As I wrote, this solution works fine for runtime but starts failing during preview.
Currently, the
FinancialRepositoryKey.liveValue
ends withfatalError
, and the preview fails.As I mentioned, the data layer should not be visible from the presentation layer, so the problem cannot be resolved using the
withDependencies
function.Potential solutions
Mock data on feature client
One solution is to mock data on the feature’s client.
I don’t like this solution because it moves some “data-related” functionality to the presentation layer and duplicates some data logic. Here, it is simple, but the logic will be more complex in the actual application, and maintaining consistency will not be easy.
Introduce the DI package
One team member has proposed one alternative. Introducing new layer DI. The package structure would be something like this:
The dependencies will be the same as in the previous model, with only one exception: The presentation layer will now depend on the DI layer, too.
The DI layer depends on domain and data layers.

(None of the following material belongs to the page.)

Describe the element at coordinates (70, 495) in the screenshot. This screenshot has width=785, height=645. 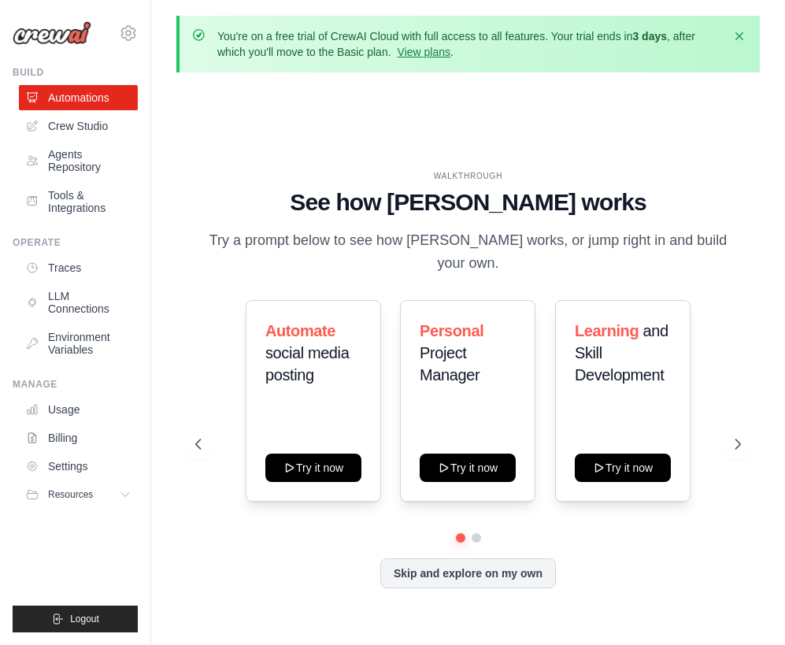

The implementation of UC would not use
Dependencies
at all. For injection, it is used standard initialisation injection:The implementation itself is hidden behind the factory function.
The
DependencyKey
implementation for the repository is moved into the data layer.The
DependencyKey
for UC is moved to the DI layer, where it is correctly initialised with the usage repository from the data layer.The featured client then depends on the UC. There is no need to mock data for preview. It is handled on the data layer.

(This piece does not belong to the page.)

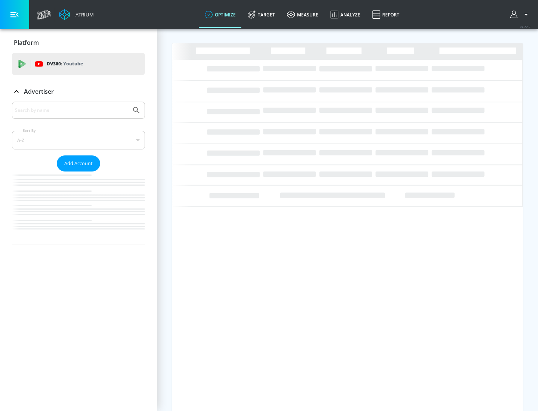  Describe the element at coordinates (261, 15) in the screenshot. I see `a: Target` at that location.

The issue with this solution is that the presentation layer can access repositories from the data layer in this configuration. This means that in this solution, we are losing the main advantage of using separate packages—restricting the use of the data layer from the presentation layer on the compilation level.
Here is an example:
Pragmatic solution
Remove UCs from the domain layer and keep only the domain model shared among the presentation and data layers. This does not strictly follow clean architecture principles, but based on experience, most UCs look the same as in the example above. It is adding a boilerplate with almost no added value. Dependency clients can directly access repositories, as mentioned in the last example. I’m not sure if there are drawbacks to this simplification.